The main difference is because some things say 1 kilobyte is 1000 bytes, and others say 1 kilobyte is 1024 bytes.
Gnome Disk Utility shows the capacity using 1 kilobyte = 1000 bytes, because disk manufacturers describe disk sizes this way. This means your disk capacity is close to 154,000,000,000 bytes.
On the other hand, most operating systems say 1 kilobyte = 1024 bytes. All the tools like df
and fdisk
use this convention. So 154,000,000,000 bytes / 1024 / 1024 / 1024 = 143.4 GB.
As jlliagre rightly points out (and Gilles implies when asking for your fdisk
output), disk utility is telling you the size of your whole hard disk. But /dev/sda1
is a single partition on your hard disk. For example, your hard disk probably has some other partitions on it such as a 4-8 GB partition for swap (also known as virtual memory), and a boot partition which is usually around 100 MB.
You didn't post the output of fdisk -l /dev/sda
, so let's assume your swap partition is 8 GB. Now we're down to 135 GB.
Then, there are some other things that contribute to the difference.
For example, the file system uses some of the disk partition for metadata. Metadata is things like file names, file permissions, which parts of the partition belong to which files, and which parts of the partition are free. On my system, about 2% of the partition is used for this. Assuming yours is similar, it would bring the free space down to about 132 GB.
The file system can also reserve some space that can only be used by the root user. On my system, it's 5% of the partition, so in your case, it would mean a total capacity of about 125 GB.
The exact numbers depend on whether you are using ext2, ext3, ext4, fat, ntfs, btrfs, etc, and what settings were used when formatting the partition.

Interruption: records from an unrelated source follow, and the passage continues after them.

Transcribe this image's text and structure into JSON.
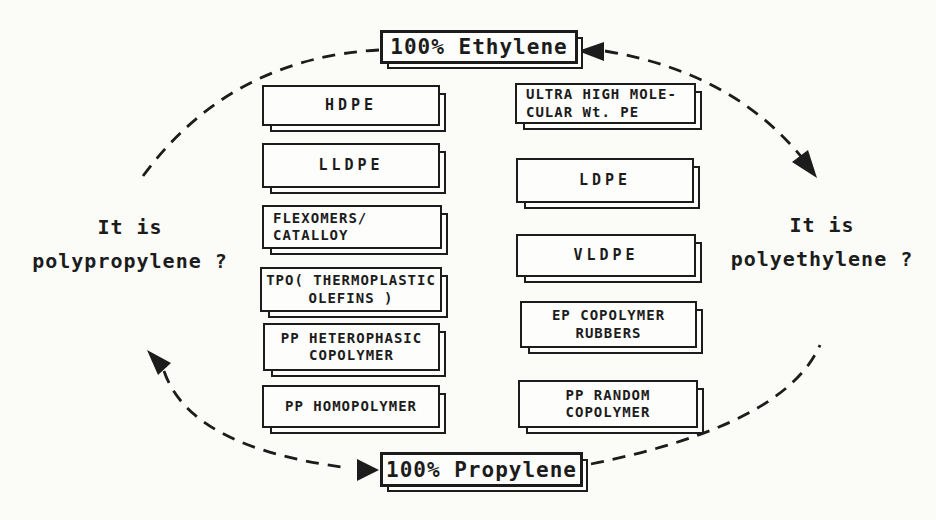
{
  "diagram": {
    "title_top": "100% Ethylene",
    "title_bottom": "100% Propylene",
    "question_left": {
      "line1": "It is",
      "line2": "polypropylene ?"
    },
    "question_right": {
      "line1": "It is",
      "line2": "polyethylene ?"
    },
    "left_column": [
      {
        "label": "HDPE"
      },
      {
        "label": "LLDPE"
      },
      {
        "label": "FLEXOMERS/\nCATALLOY"
      },
      {
        "label": "TPO( THERMOPLASTIC\nOLEFINS )"
      },
      {
        "label": "PP HETEROPHASIC\nCOPOLYMER"
      },
      {
        "label": "PP HOMOPOLYMER"
      }
    ],
    "right_column": [
      {
        "label": "ULTRA HIGH MOLE-\nCULAR Wt. PE"
      },
      {
        "label": "LDPE"
      },
      {
        "label": "VLDPE"
      },
      {
        "label": "EP COPOLYMER\nRUBBERS"
      },
      {
        "label": "PP RANDOM\nCOPOLYMER"
      }
    ],
    "colors": {
      "ink": "#1c1c1c",
      "paper": "#fbfbf8"
    }
  }
}
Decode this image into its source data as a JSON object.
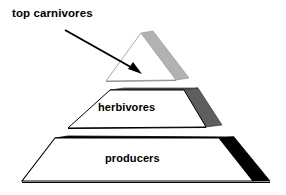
{
  "diagram": {
    "type": "ecological-energy-pyramid",
    "title": "",
    "orientation": "3d-perspective",
    "background_color": "#ffffff",
    "outline_color": "#000000",
    "tier_count": 3,
    "tiers": [
      {
        "name": "top-carnivores",
        "label": "top carnivores",
        "level": 3,
        "position": "apex",
        "shape": "triangle",
        "front_face_color": "#ffffff",
        "side_face_color": "#b2b2b2",
        "top_edge_color": "#b2b2b2",
        "label_placement": "external-left-with-arrow"
      },
      {
        "name": "herbivores",
        "label": "herbivores",
        "level": 2,
        "position": "middle",
        "shape": "trapezoid",
        "front_face_color": "#ffffff",
        "side_face_color": "#5e5e5e",
        "top_edge_color": "#4a4a4a",
        "label_placement": "inside"
      },
      {
        "name": "producers",
        "label": "producers",
        "level": 1,
        "position": "base",
        "shape": "trapezoid",
        "front_face_color": "#ffffff",
        "side_face_color": "#000000",
        "top_edge_color": "#000000",
        "label_placement": "inside"
      }
    ],
    "annotations": [
      {
        "name": "top-carnivores-pointer",
        "type": "arrow",
        "from": "top carnivores",
        "to": "apex tier",
        "color": "#000000",
        "start": [
          65,
          30
        ],
        "end": [
          141,
          74
        ]
      }
    ]
  }
}
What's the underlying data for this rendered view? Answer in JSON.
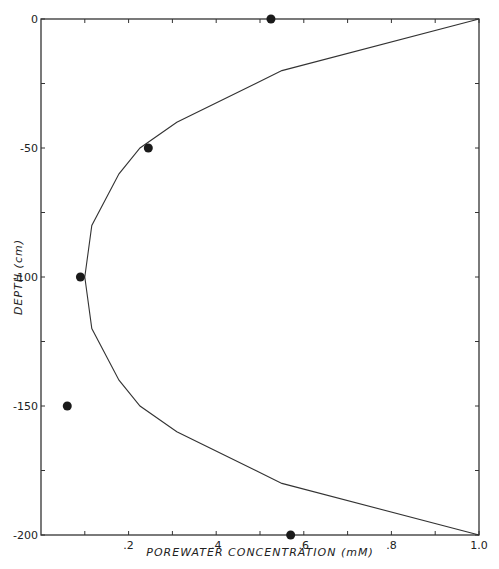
{
  "chart_data": {
    "type": "line",
    "title": "",
    "xlabel": "POREWATER CONCENTRATION (mM)",
    "ylabel": "DEPTH (cm)",
    "xlim": [
      0,
      1.0
    ],
    "ylim": [
      -200,
      0
    ],
    "grid": false,
    "legend": null,
    "x_ticks": [
      0.1,
      0.2,
      0.3,
      0.4,
      0.5,
      0.6,
      0.7,
      0.8,
      0.9,
      1.0
    ],
    "x_tick_labels": [
      {
        "value": 0.2,
        "label": ".2"
      },
      {
        "value": 0.4,
        "label": ".4"
      },
      {
        "value": 0.6,
        "label": ".6"
      },
      {
        "value": 0.8,
        "label": ".8"
      },
      {
        "value": 1.0,
        "label": "1.0"
      }
    ],
    "y_ticks": [
      0,
      -25,
      -50,
      -75,
      -100,
      -125,
      -150,
      -175,
      -200
    ],
    "y_tick_labels": [
      {
        "value": 0,
        "label": "0"
      },
      {
        "value": -50,
        "label": "-50"
      },
      {
        "value": -100,
        "label": "-100"
      },
      {
        "value": -150,
        "label": "-150"
      },
      {
        "value": -200,
        "label": "-200"
      }
    ],
    "series": [
      {
        "name": "model profile",
        "type": "line",
        "x": [
          1.0,
          0.55,
          0.31,
          0.226,
          0.178,
          0.116,
          0.1,
          0.116,
          0.178,
          0.226,
          0.31,
          0.55,
          1.0
        ],
        "y": [
          0,
          -20,
          -40,
          -50,
          -60,
          -80,
          -100,
          -120,
          -140,
          -150,
          -160,
          -180,
          -200
        ]
      },
      {
        "name": "measured",
        "type": "scatter",
        "x": [
          0.525,
          0.245,
          0.09,
          0.06,
          0.57
        ],
        "y": [
          0,
          -50,
          -100,
          -150,
          -200
        ]
      }
    ]
  },
  "labels": {
    "xlabel": "POREWATER CONCENTRATION (mM)",
    "ylabel": "DEPTH (cm)"
  }
}
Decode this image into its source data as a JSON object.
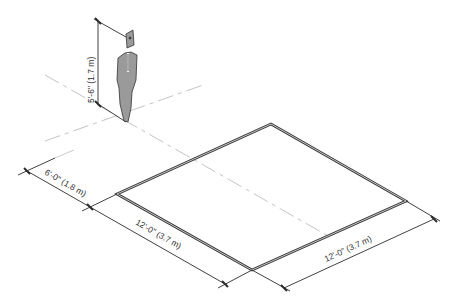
{
  "diagram": {
    "type": "isometric clearance diagram",
    "colors": {
      "line": "#2b2b2b",
      "square_edge": "#3a3a3a",
      "dash_line": "#c4c4c4",
      "figure_fill": "#9a9a9a",
      "figure_stroke": "#333333",
      "background": "#ffffff"
    },
    "dimensions": {
      "height": "5'-6\" (1.7 m)",
      "offset": "6'-0\" (1.8 m)",
      "width_left": "12'-0\" (3.7 m)",
      "width_right": "12'-0\" (3.7 m)"
    },
    "figure": {
      "label": "standing person"
    },
    "square": {
      "label": "clear floor area"
    }
  }
}
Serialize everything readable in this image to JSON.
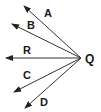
{
  "diagram": {
    "vertex": {
      "label": "Q",
      "x": 81,
      "y": 58
    },
    "rays": [
      {
        "id": "A",
        "label": "A",
        "tip_x": 24,
        "tip_y": 6,
        "label_x": 44,
        "label_y": 17
      },
      {
        "id": "B",
        "label": "B",
        "tip_x": 12,
        "tip_y": 24,
        "label_x": 27,
        "label_y": 29
      },
      {
        "id": "R",
        "label": "R",
        "tip_x": 6,
        "tip_y": 58,
        "label_x": 23,
        "label_y": 54
      },
      {
        "id": "C",
        "label": "C",
        "tip_x": 14,
        "tip_y": 92,
        "label_x": 23,
        "label_y": 79
      },
      {
        "id": "D",
        "label": "D",
        "tip_x": 25,
        "tip_y": 108,
        "label_x": 40,
        "label_y": 106
      }
    ],
    "colors": {
      "line": "#333333",
      "text": "#1a1a1a",
      "background": "#ffffff"
    }
  }
}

If you are using ext2 or ext3, sudo tune2fs -l /dev/sda1
can help understand where the space is going.
fdisk -l /dev/sda
(run as root).tune2fs -l /dev/sda1
to examine it. Look at block count and block size and multiply them to get the filesystem size. Also,fdisk -s /dev/sda1
to get the partition size in 1k-blocks. Multiply that by 1024 to get the size in bytes. That number should only be slightly larger than the filesystem. On my 40GB ext4 partition, it's 3072 bytes larger. If your filesystem is oddly smaller, you can try resizing it. For ext2/3/4, useresize2fs /dev/sda1
. You can do this while using the computer normally.